He may not have a cure for adrenaline addiction, but Don Campbell has reached a plateau in his lifelong pursuit of extreme sports.
It’s called middle age.
Campbell, a Kamloops defence lawyer, recently returned from Dubai, where he was part of Maximum Ride, a Canadian eight-way formation skydiving team at the World Parachuting Championships Mondial 2012.
“We got to 15th,” he said. “That’s about where Canadian eight-way teams have been. We considered that was good for us. We did better in competition than we did in training.”
It wasn’t about winning, though. Preparing for months with his teammates — including wind-tunnel training down in the U.S. — fulfilling the goal of the eight-way jump over the Palm Jumeira and taking in the spectacle of a world championship in exotic surroundings; these were the experiences that counted most, along with the rush of 70 seconds of freefall from 13,500 feet at 200 km/h.
It didn’t hurt that the Crown Prince of Dubai — Hamdan bin Mohammed bin Rashid al Maktoum or Fazza for short — pulled out all the stops.
“The Crown prince is an avid skydiver to the point where he has a wind tunnel in his house,” Campbell said. “He spent $60 million on the event, and that was on top of putting in a $70-million runway.”
Five-star hotel stays and taxi cabs shrink-wrapped with Mondial 2012 advertising were a cut above the usual world meets.
“It was hard to relate to the scope because usually skydiving occurs in ATCO trailers out in the desert somewhere. It’s a pretty austere circumstance.
“The competition was 10 days and the prince of Dubai paid for us to stay another week for free. He flew in Usher and Katie Parry to give back to back full concerts at the closing ceremony. He flew in Felix Baumgartner (the Austrian skydiver who set a world record for high altitude and descent speed last fall) just to come and talk to us. He put up a huge stadium just for the opening ceremony.”
Each team from 57 countries had its own tent with camels standing by in case anyone wanted to go for a ride. Dubai shopping malls offer visitors experiences not generally associated with the Persian Gulf, including skiing and snorkeling.
“One day you’re jumping out over the Palm Jumeirah and the next day you’re hanging with the sharks and the next day skiing indoors.”

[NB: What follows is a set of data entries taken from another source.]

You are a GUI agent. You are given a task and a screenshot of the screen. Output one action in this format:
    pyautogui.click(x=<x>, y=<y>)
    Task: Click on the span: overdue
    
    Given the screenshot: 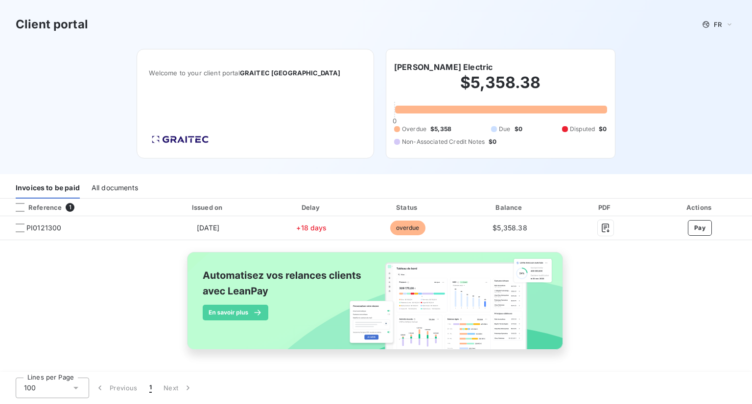 What is the action you would take?
    pyautogui.click(x=408, y=228)
    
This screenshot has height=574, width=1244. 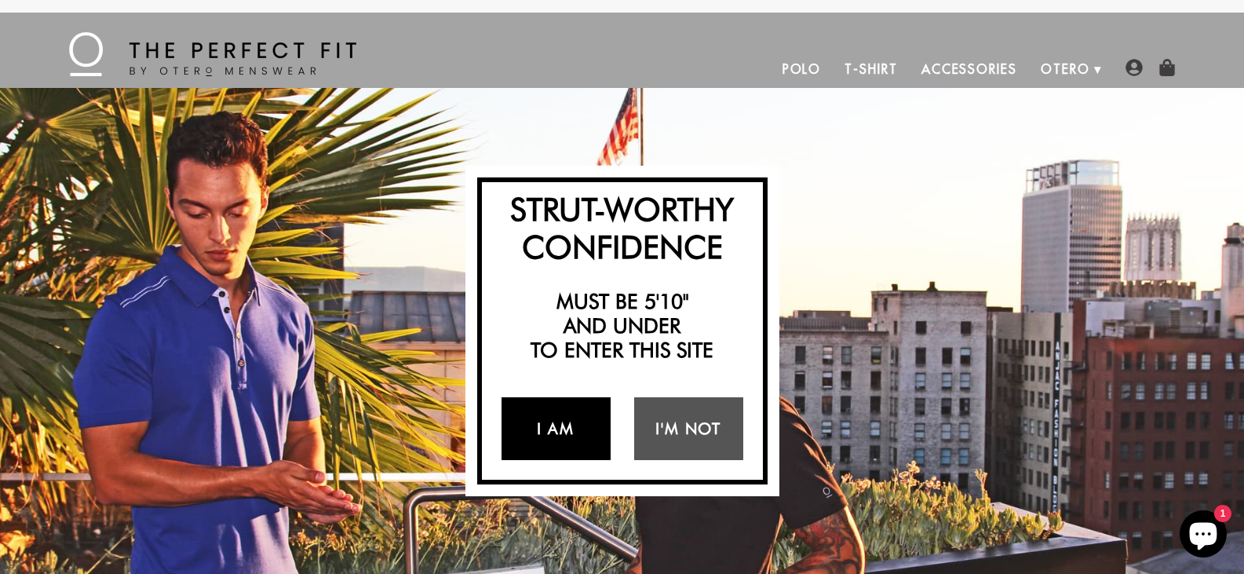 What do you see at coordinates (213, 54) in the screenshot?
I see `img: The Perfect Fit - by Otero Menswear - Logo` at bounding box center [213, 54].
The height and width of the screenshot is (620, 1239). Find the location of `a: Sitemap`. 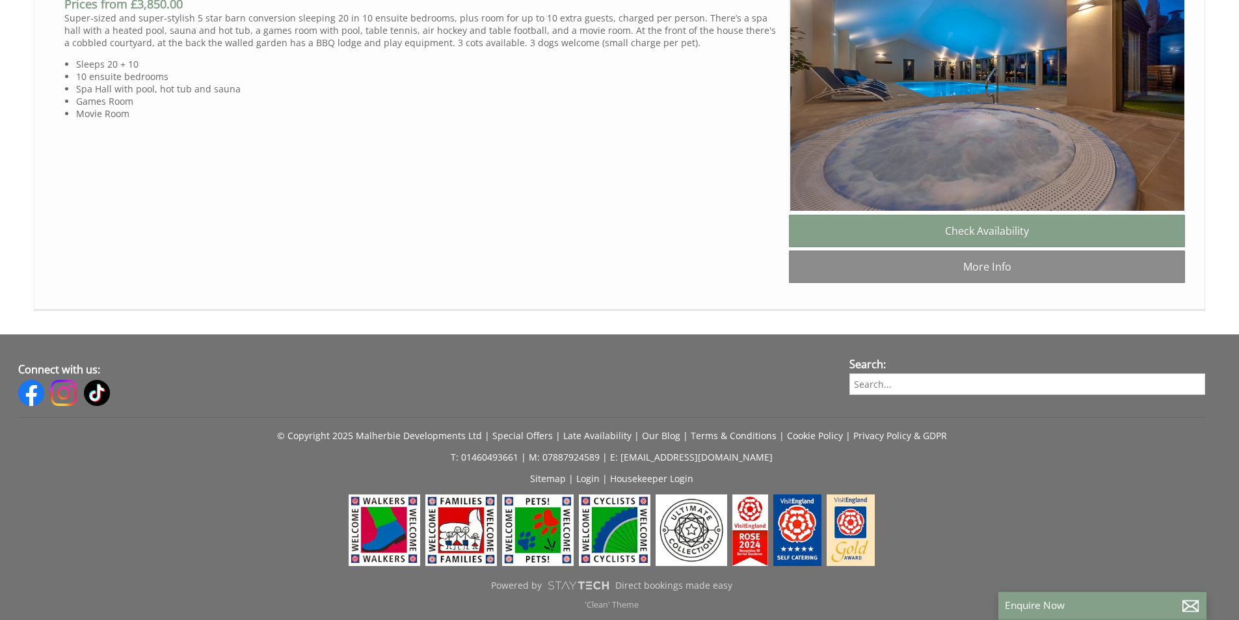

a: Sitemap is located at coordinates (547, 478).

But for Campbell, it wasn’t about the frills so much. It was about cresting the summit on a journey that began in 1976 when he started competitive freestyle skiing right out of high school. By 1986, he made the national development team during his final year of university. There was pro touring, the chance to represent Canada and a world record ski jump.
“It was unbelievably exciting.”
Then knee injuries — for which freestyle is notorious — caught up with him. He moved on to full-contact martial arts and dove into paraskiing — jumping off high mountains wearing skis and a light parachute. He was part of the national team at the Europa Cup during that phase.

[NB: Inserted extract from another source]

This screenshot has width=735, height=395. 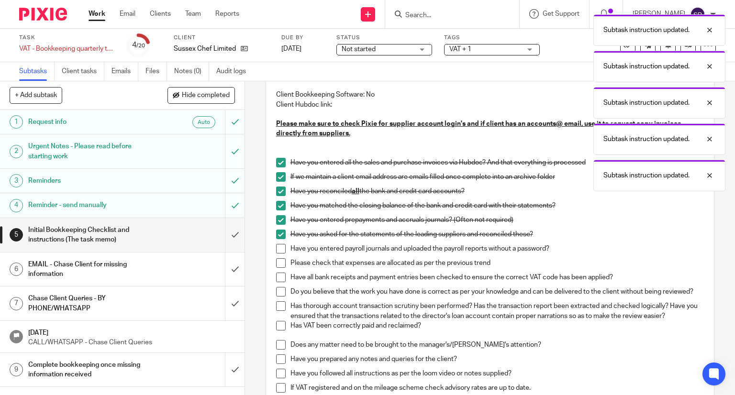 I want to click on a: Notes (0), so click(x=191, y=71).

He tried other adrenaline-laced sports, including base-jumping from El Capitan in Yosemite National Park, Calif., which landed him in trouble with the law.
“I certainly wouldn’t advocate anybody doing that.”
In the ’90s, he shifted his focus to formation skydiving with the goal of qualifying for a world cup event. That chance came in 1995, when he was selected for the national team, but he got sick at the last minute and attended as an alternate.
He was picked again for the 2000 team, but during training season snapped an Achilles tendon while skiing, so he missed that one, too. Between ’95 and 2011, he ranked as a national skydiving champion five times, yet the world cup remained elusive until this fall.
“I feel incredibly lucky. After freestyle skiing, I think this was my one chance of getting to a world championship. I’d spent my body accordingly. I used up most of my nine lives in freestyle.”
Just getting to Dubai was an enormous undertaking based on skydiving ability plus an expensive and time-consuming commitment to training.
It’s the most physically and mentally involving sport I’ve ever been in. I think because it recruits every spare inch of your body in flight control surface, a sort of fluid dynamics.”
He sums it up as gravity-fuelled power.
“It’s like attaching 200 km/h jets to every part of your body. It’s a force that can be controlled exquisitely.”
At 54 — he was the eldest member of the team — he’s setting his sights on tamer adventures, perhaps with a more controlled flow of adrenaline. At the same time, he has found in skydiving a sport that nourishes his lifelong need without compromising his health.
“In a couple of weeks I’ll be eligible for seniors’ discounts. And I have grandkids. So I feel lucky that I was able to realize this dream.”
He credited his wife for lending him stalwart support through the years.
“But what I’d begun to see as a curse, it’s become a life’s dream come true. Maybe, in a curious way, there’s a reason why it took so long.”